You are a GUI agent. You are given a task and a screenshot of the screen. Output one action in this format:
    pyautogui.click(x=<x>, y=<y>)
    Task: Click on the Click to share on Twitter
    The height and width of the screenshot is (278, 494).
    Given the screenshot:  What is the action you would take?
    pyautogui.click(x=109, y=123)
—————
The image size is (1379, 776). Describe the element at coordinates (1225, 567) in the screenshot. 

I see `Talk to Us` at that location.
—————
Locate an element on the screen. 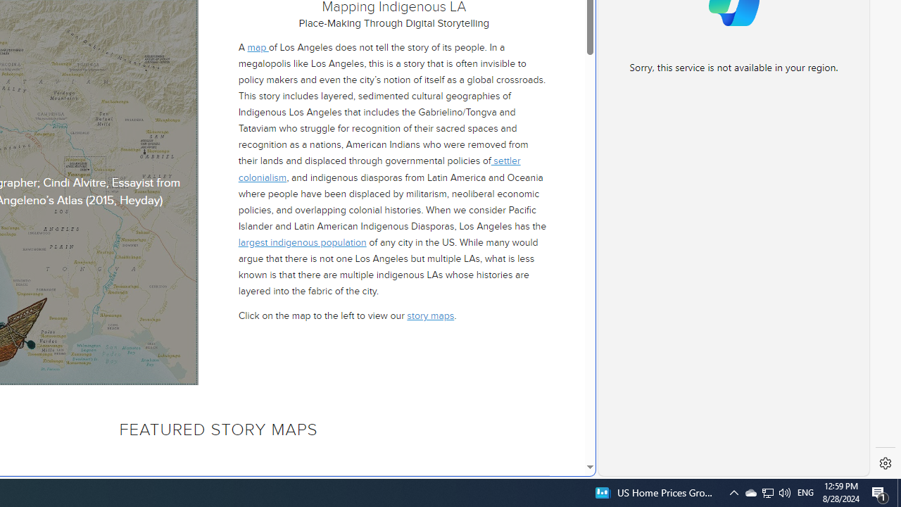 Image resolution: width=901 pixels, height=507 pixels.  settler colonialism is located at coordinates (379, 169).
—————
ACTION ITEM - In the listing above, find the line containing "You are a GUI" and the line containing "The height and", then quote both, plus every line between them, exactly as written.

TASK OUTPUT -
You are a GUI agent. You are given a task and a screenshot of the screen. Output one action in this format:
    pyautogui.click(x=<x>, y=<y>)
    Task: Click on the Click to share on Twitter
    The height and width of the screenshot is (278, 494).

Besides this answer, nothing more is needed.